№ 23Gastroenterology14 min read
Wilson’s disease. Hemochromatosis
1. Big picture
Wilson’s disease and hemochromatosis are inherited metal-storage diseases that can silently damage the liver and then present as chronic hepatitis, cirrhosis, acute liver failure, endocrine disease, cardiac disease, or neurological disease.
The exam logic is simple:
| Disease | Stored metal | Gene/mechanism | Typical clue | Key diagnostic tests | Key treatment |
|---|---|---|---|---|---|
| Wilson’s disease | Copper | ATP7B defect → impaired biliary copper excretion | Young patient with liver disease + neuropsychiatric signs ± Kayser-Fleischer rings | Ceruloplasmin, 24-hour urinary copper, slit-lamp exam, hepatic copper/genetics | Chelation: penicillamine or trientine; zinc; liver transplant if acute liver failure |
| Hemochromatosis | Iron | Usually HFE C282Y mutation → low hepcidin effect → increased intestinal iron absorption | Middle-aged man with liver disease, diabetes, bronze skin, arthropathy | Transferrin saturation, ferritin, HFE genotyping, MRI liver iron | Repeated phlebotomy; chelation if phlebotomy impossible |
Wilson = young + copper + liver/neuro/psychiatric. Hemochromatosis = iron overload + cirrhosis/diabetes/bronzing/cardiomyopathy.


**Task:** Where "Sampling" occurs in a line of the entries below, copy that line.

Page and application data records
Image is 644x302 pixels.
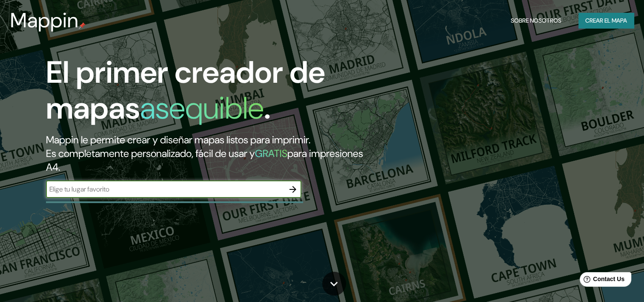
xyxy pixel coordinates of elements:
[255,147,287,160] h5: GRATIS
[511,16,562,26] font: Sobre nosotros
[579,13,634,29] button: Crear el mapa
[507,13,565,29] button: Sobre nosotros
[46,184,284,194] input: Elige tu lugar favorito
[585,16,627,26] font: Crear el mapa
[568,269,635,292] iframe: Help widget launcher
[79,22,86,29] img: mappin-pin
[46,133,368,174] h2: Mappin le permite crear y diseñar mapas listos para imprimir. Es completamente personalizado, fác...
[10,9,79,32] h3: Mappin
[140,88,264,128] h1: asequible
[46,55,368,133] h1: El primer creador de mapas .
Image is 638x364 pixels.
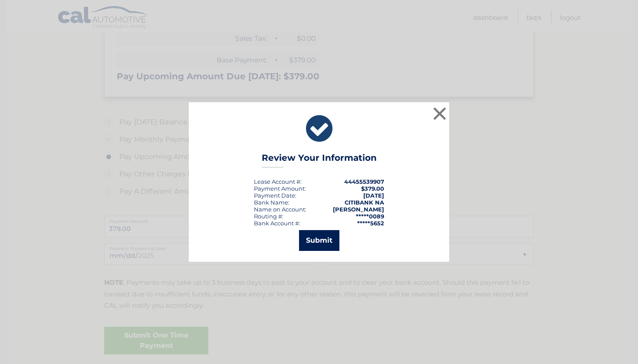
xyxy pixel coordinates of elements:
div: Name on Account: [254,206,306,213]
div: Bank Account #: [254,220,300,227]
div: Routing #: [254,213,283,220]
button: × [431,105,448,122]
span: [DATE] [363,192,384,199]
strong: CITIBANK NA [344,199,384,206]
span: $379.00 [361,185,384,192]
div: : [254,192,297,199]
button: Submit [299,230,339,251]
h3: Review Your Information [262,153,377,168]
div: Lease Account #: [254,178,302,185]
strong: [PERSON_NAME] [333,206,384,213]
div: Payment Amount: [254,185,306,192]
strong: 44455539907 [344,178,384,185]
span: Payment Date [254,192,295,199]
div: Bank Name: [254,199,289,206]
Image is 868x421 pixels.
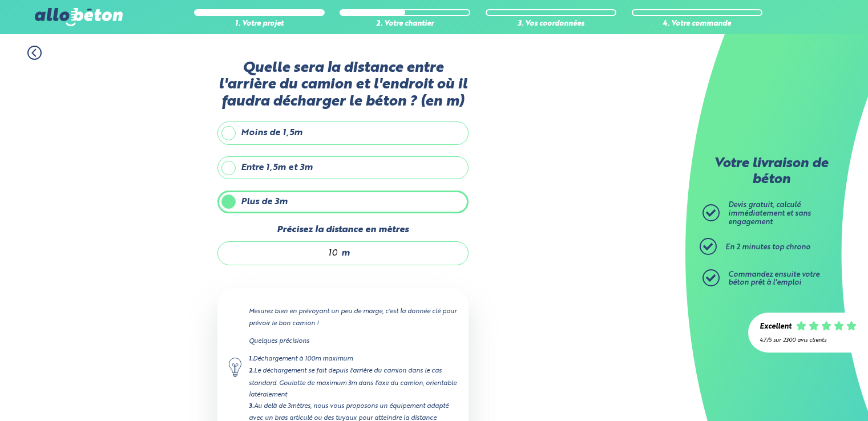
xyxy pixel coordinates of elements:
[249,365,457,400] div: Le déchargement se fait depuis l'arrière du camion dans le cas standard. Goulotte de maximum 3m d...
[218,224,469,235] label: Précisez la distance en mètres
[249,368,254,374] strong: 2.
[728,201,811,225] span: Devis gratuit, calculé immédiatement et sans engagement
[35,8,122,27] img: allobéton
[249,353,457,365] div: Déchargement à 100m maximum
[218,157,469,179] label: Entre 1,5m et 3m
[705,157,837,187] p: Votre livraison de béton
[341,248,350,259] span: m
[632,20,762,29] div: 4. Votre commande
[485,20,616,29] div: 3. Vos coordonnées
[218,122,469,144] label: Moins de 1,5m
[339,20,470,29] div: 2. Votre chantier
[194,20,325,29] div: 1. Votre projet
[728,271,820,287] span: Commandez ensuite votre béton prêt à l'emploi
[249,336,457,347] p: Quelques précisions
[760,323,792,331] div: Excellent
[249,356,252,362] strong: 1.
[725,243,811,251] span: En 2 minutes top chrono
[218,60,469,110] label: Quelle sera la distance entre l'arrière du camion et l'endroit où il faudra décharger le béton ? ...
[249,404,254,410] strong: 3.
[218,191,469,213] label: Plus de 3m
[760,337,857,343] div: 4.7/5 sur 2300 avis clients
[767,376,855,408] iframe: Help widget launcher
[229,248,339,259] input: 0
[249,306,457,329] p: Mesurez bien en prévoyant un peu de marge, c'est la donnée clé pour prévoir le bon camion !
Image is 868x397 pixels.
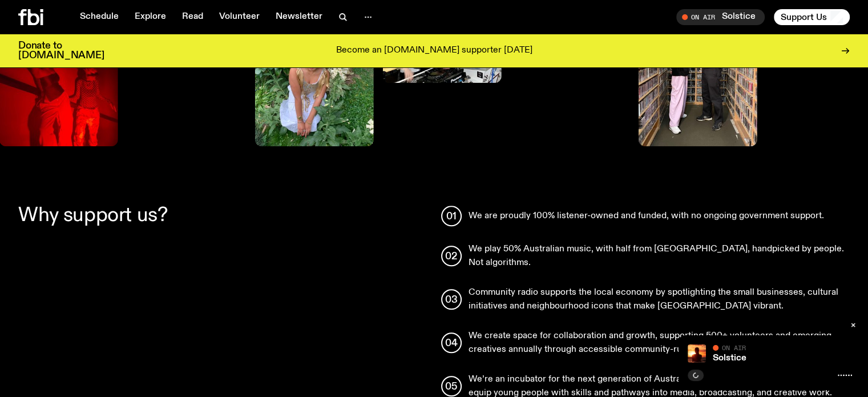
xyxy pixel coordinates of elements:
a: Volunteer [212,9,267,25]
span: On Air [722,343,746,351]
p: Community radio supports the local economy by spotlighting the small businesses, cultural initiat... [468,286,850,313]
a: Read [175,9,210,25]
p: We create space for collaboration and growth, supporting 500+ volunteers and emerging creatives a... [468,329,850,356]
a: Schedule [73,9,126,25]
a: Explore [128,9,173,25]
a: Solstice [713,353,747,362]
span: Support Us [781,12,827,22]
h2: Why support us? [18,205,427,225]
button: Support Us [774,9,850,25]
p: We are proudly 100% listener-owned and funded, with no ongoing government support. [468,209,824,223]
a: Newsletter [268,9,329,25]
h3: Donate to [DOMAIN_NAME] [18,41,104,61]
p: We play 50% Australian music, with half from [GEOGRAPHIC_DATA], handpicked by people. Not algorit... [468,242,850,269]
img: A girl standing in the ocean as waist level, staring into the rise of the sun. [688,344,706,362]
p: Become an [DOMAIN_NAME] supporter [DATE] [336,46,532,56]
button: On AirSolstice [676,9,765,25]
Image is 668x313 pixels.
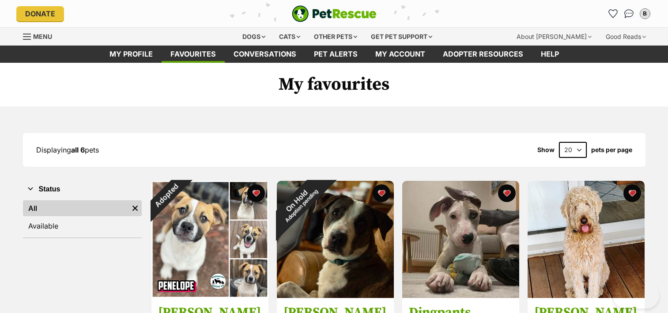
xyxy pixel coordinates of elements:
strong: all 6 [71,145,85,154]
span: Adoption pending [284,188,319,223]
div: Good Reads [600,28,652,45]
a: Adopted [151,290,268,299]
a: Conversations [622,7,636,21]
button: My account [638,7,652,21]
div: Other pets [308,28,363,45]
img: chat-41dd97257d64d25036548639549fe6c8038ab92f7586957e7f3b1b290dea8141.svg [624,9,634,18]
div: Adopted [140,169,192,222]
img: Penelope [151,181,268,298]
a: Menu [23,28,58,44]
a: Pet alerts [305,45,366,63]
div: Status [23,198,142,237]
div: Cats [273,28,306,45]
button: favourite [623,184,641,202]
a: conversations [225,45,305,63]
div: Get pet support [365,28,438,45]
button: favourite [373,184,390,202]
label: pets per page [591,146,632,153]
div: On Hold [260,164,337,241]
a: My profile [101,45,162,63]
span: Show [537,146,554,153]
ul: Account quick links [606,7,652,21]
iframe: Help Scout Beacon - Open [613,282,659,308]
button: favourite [498,184,516,202]
a: Favourites [606,7,620,21]
div: About [PERSON_NAME] [510,28,598,45]
a: Favourites [162,45,225,63]
img: Bundy [277,181,394,298]
a: Adopter resources [434,45,532,63]
a: Help [532,45,568,63]
a: Remove filter [128,200,142,216]
div: Dogs [236,28,272,45]
a: Donate [16,6,64,21]
button: Status [23,183,142,195]
a: Available [23,218,142,234]
span: Displaying pets [36,145,99,154]
img: Marshall Uffelman [528,181,645,298]
button: favourite [247,184,265,202]
img: logo-e224e6f780fb5917bec1dbf3a21bbac754714ae5b6737aabdf751b685950b380.svg [292,5,377,22]
a: On HoldAdoption pending [277,290,394,299]
div: B [641,9,649,18]
img: Dingpants [402,181,519,298]
a: PetRescue [292,5,377,22]
a: My account [366,45,434,63]
span: Menu [33,33,52,40]
a: All [23,200,128,216]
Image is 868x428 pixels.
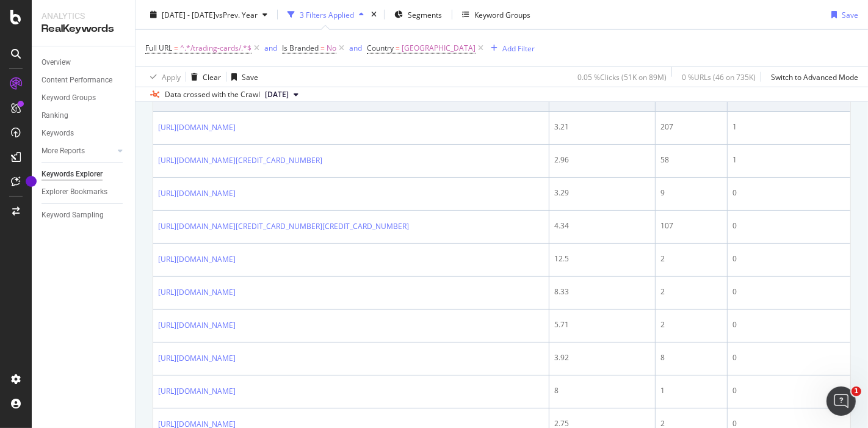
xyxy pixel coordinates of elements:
[402,40,476,57] span: [GEOGRAPHIC_DATA]
[733,253,846,264] div: 0
[457,5,535,25] button: Keyword Groups
[682,72,756,81] div: 0 % URLs ( 46 on 735K )
[158,253,235,265] a: [URL][DOMAIN_NAME]
[766,67,858,87] button: Switch to Advanced Mode
[661,155,723,165] div: 58
[555,319,650,330] div: 5.71
[555,220,650,232] div: 4.34
[555,253,650,264] div: 12.5
[326,40,336,57] span: No
[842,9,858,19] div: Save
[555,287,650,297] div: 8.33
[162,72,181,81] div: Apply
[350,42,362,53] div: and
[158,155,322,166] a: [URL][DOMAIN_NAME][CREDIT_CARD_NUMBER]
[42,10,125,22] div: Analytics
[158,220,409,233] a: [URL][DOMAIN_NAME][CREDIT_CARD_NUMBER][CREDIT_CARD_NUMBER]
[733,187,846,198] div: 0
[42,145,114,157] a: More Reports
[26,176,36,187] div: Tooltip anchor
[772,72,858,81] div: Switch to Advanced Mode
[396,42,400,53] span: =
[42,186,127,198] a: Explorer Bookmarks
[555,352,650,363] div: 3.92
[216,9,257,19] span: vs Prev. Year
[187,67,221,87] button: Clear
[389,5,447,25] button: Segments
[181,40,251,57] span: ^.*/trading-cards/.*$
[265,42,277,54] button: and
[42,145,85,157] div: More Reports
[42,74,127,87] a: Content Performance
[408,9,442,19] span: Segments
[300,9,354,19] div: 3 Filters Applied
[661,187,723,198] div: 9
[369,9,380,20] div: times
[42,168,127,180] a: Keywords Explorer
[42,209,104,222] div: Keyword Sampling
[260,88,303,102] button: [DATE]
[503,42,535,53] div: Add Filter
[350,42,362,54] button: and
[661,386,723,396] div: 1
[158,319,235,332] a: [URL][DOMAIN_NAME]
[661,287,723,297] div: 2
[158,187,235,200] a: [URL][DOMAIN_NAME]
[42,92,127,104] a: Keyword Groups
[320,42,325,53] span: =
[852,386,862,396] span: 1
[733,121,846,133] div: 1
[42,110,68,122] div: Ranking
[733,220,846,232] div: 0
[733,155,846,165] div: 1
[555,187,650,198] div: 3.29
[158,386,235,397] a: [URL][DOMAIN_NAME]
[367,42,394,53] span: Country
[555,121,650,133] div: 3.21
[42,168,103,180] div: Keywords Explorer
[282,42,319,53] span: Is Branded
[42,209,127,222] a: Keyword Sampling
[42,127,74,140] div: Keywords
[145,42,173,53] span: Full URL
[827,5,858,25] button: Save
[158,121,235,134] a: [URL][DOMAIN_NAME]
[283,5,369,25] button: 3 Filters Applied
[158,287,235,299] a: [URL][DOMAIN_NAME]
[661,352,723,363] div: 8
[42,56,71,69] div: Overview
[555,155,650,165] div: 2.96
[242,72,258,81] div: Save
[733,352,846,363] div: 0
[42,56,127,69] a: Overview
[661,121,723,133] div: 207
[661,253,723,264] div: 2
[555,386,650,396] div: 8
[733,287,846,297] div: 0
[174,42,179,53] span: =
[661,319,723,330] div: 2
[203,72,221,81] div: Clear
[486,41,535,56] button: Add Filter
[227,67,258,87] button: Save
[42,127,127,140] a: Keywords
[265,89,288,100] span: 2025 Sep. 12th
[165,89,260,100] div: Data crossed with the Crawl
[578,72,667,81] div: 0.05 % Clicks ( 51K on 89M )
[42,186,107,198] div: Explorer Bookmarks
[474,9,531,19] div: Keyword Groups
[661,220,723,232] div: 107
[162,9,216,19] span: [DATE] - [DATE]
[265,42,277,53] div: and
[733,386,846,396] div: 0
[145,5,273,25] button: [DATE] - [DATE]vsPrev. Year
[42,22,125,36] div: RealKeywords
[733,319,846,330] div: 0
[158,352,235,364] a: [URL][DOMAIN_NAME]
[42,92,96,104] div: Keyword Groups
[42,110,127,122] a: Ranking
[42,74,112,87] div: Content Performance
[827,386,856,416] iframe: Intercom live chat
[145,67,181,87] button: Apply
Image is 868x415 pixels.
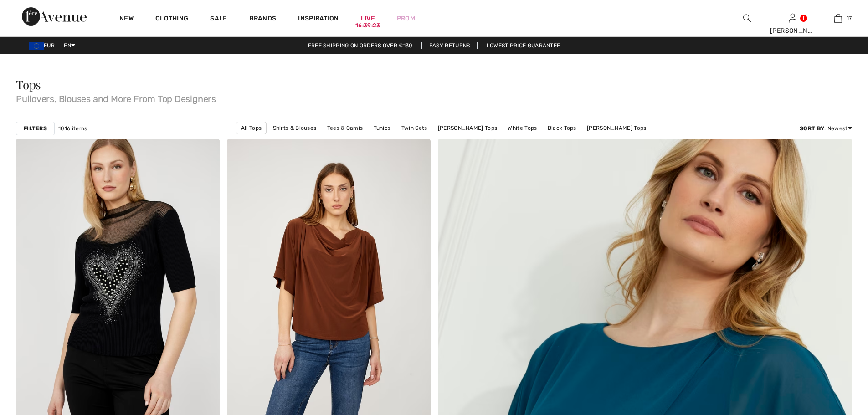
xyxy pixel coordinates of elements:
a: Shirts & Blouses [268,122,321,134]
div: : Newest [800,124,852,133]
strong: Sort By [800,125,825,132]
a: Sale [210,15,227,24]
a: Prom [397,13,415,23]
a: Sign In [789,13,796,22]
a: Brands [249,15,277,24]
span: Pullovers, Blouses and More From Top Designers [16,91,852,103]
a: White Tops [503,122,542,134]
a: Twin Sets [397,122,432,134]
a: Easy Returns [422,42,478,49]
a: Tunics [369,122,395,134]
a: Black Tops [544,122,581,134]
span: Inspiration [298,15,339,24]
div: [PERSON_NAME] [770,26,815,36]
img: 1ère Avenue [22,7,87,26]
a: New [119,15,133,24]
strong: Filters [24,124,47,133]
a: Live16:39:23 [361,13,375,23]
img: My Bag [834,13,842,24]
a: [PERSON_NAME] Tops [434,122,502,134]
div: 16:39:23 [356,22,380,30]
img: My Info [789,13,796,24]
a: Lowest Price Guarantee [480,42,568,49]
span: EN [64,42,75,49]
a: All Tops [236,122,266,134]
a: Tees & Camis [323,122,368,134]
span: 17 [847,14,852,22]
img: Euro [29,42,43,50]
span: Tops [16,77,41,93]
a: 17 [816,13,860,24]
span: EUR [29,42,58,49]
a: Clothing [155,15,188,24]
span: 1016 items [58,124,87,133]
img: search the website [743,13,751,24]
a: [PERSON_NAME] Tops [582,122,651,134]
a: Free shipping on orders over €130 [301,42,420,49]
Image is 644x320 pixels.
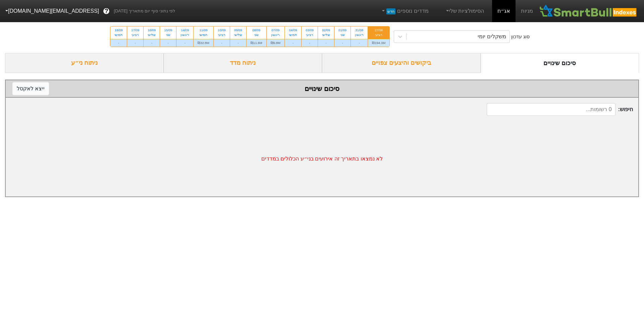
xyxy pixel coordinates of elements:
[246,39,266,47] div: ₪11.6M
[481,53,639,73] div: סיכום שינויים
[5,121,638,197] div: לא נמצאו בתאריך זה אירועים בני״ע הכלולים במדדים
[131,32,139,37] div: רביעי
[114,32,123,37] div: חמישי
[351,39,368,47] div: -
[127,39,143,47] div: -
[334,39,350,47] div: -
[271,28,280,32] div: 07/09
[218,32,226,37] div: רביעי
[486,103,615,116] input: 0 רשומות...
[355,28,364,32] div: 31/08
[114,28,123,32] div: 18/09
[538,4,639,18] img: SmartBull
[289,28,297,32] div: 04/09
[163,53,322,73] div: ניתוח מדד
[5,53,163,73] div: ניתוח ני״ע
[322,32,330,37] div: שלישי
[193,39,213,47] div: ₪32.8M
[180,32,189,37] div: ראשון
[338,32,346,37] div: שני
[322,53,481,73] div: ביקושים והיצעים צפויים
[230,39,246,47] div: -
[378,4,431,18] a: מדדים נוספיםחדש
[478,32,506,41] div: משקלים יומי
[164,32,172,37] div: שני
[318,39,334,47] div: -
[289,32,297,37] div: חמישי
[144,39,160,47] div: -
[148,28,156,32] div: 16/09
[250,32,262,37] div: שני
[197,28,209,32] div: 11/09
[372,32,385,37] div: רביעי
[355,32,364,37] div: ראשון
[250,28,262,32] div: 08/09
[197,32,209,37] div: חמישי
[164,28,172,32] div: 15/09
[368,39,390,47] div: ₪194.3M
[306,32,314,37] div: רביעי
[271,32,280,37] div: ראשון
[114,8,175,14] span: לפי נתוני סוף יום מתאריך [DATE]
[160,39,176,47] div: -
[267,39,284,47] div: ₪9.8M
[302,39,318,47] div: -
[234,28,242,32] div: 09/09
[110,39,127,47] div: -
[105,6,108,16] span: ?
[442,4,487,18] a: הסימולציות שלי
[306,28,314,32] div: 03/09
[486,103,633,116] span: חיפוש :
[511,33,530,40] div: סוג עדכון
[386,8,396,14] span: חדש
[338,28,346,32] div: 01/09
[131,28,139,32] div: 17/09
[12,82,49,95] button: ייצא לאקסל
[322,28,330,32] div: 02/09
[180,28,189,32] div: 14/09
[176,39,193,47] div: -
[285,39,301,47] div: -
[218,28,226,32] div: 10/09
[372,28,385,32] div: 27/08
[214,39,230,47] div: -
[148,32,156,37] div: שלישי
[234,32,242,37] div: שלישי
[12,84,632,94] div: סיכום שינויים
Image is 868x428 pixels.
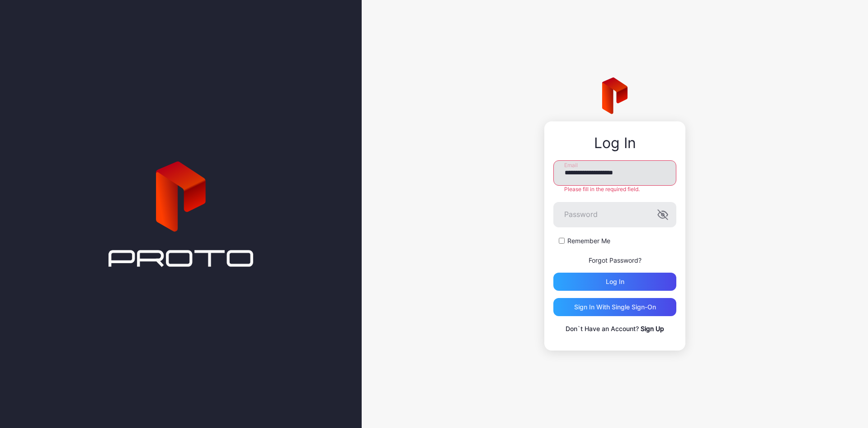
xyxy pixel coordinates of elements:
button: Log in [553,273,676,291]
div: Log In [553,134,676,151]
a: Sign Up [641,324,664,332]
div: Please fill in the required field. [553,185,676,193]
p: Don`t Have an Account? [553,323,676,333]
div: Sign in With Single Sign-On [574,304,656,311]
input: Email [553,160,676,185]
a: Forgot Password? [588,256,642,264]
button: Sign in With Single Sign-On [553,298,676,316]
input: Password [553,202,676,227]
button: Password [657,209,668,220]
label: Remember Me [567,236,610,245]
div: Log in [606,278,625,285]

**Solution:**
[42,209,104,222] div: Keyword Sampling
[42,209,127,222] a: Keyword Sampling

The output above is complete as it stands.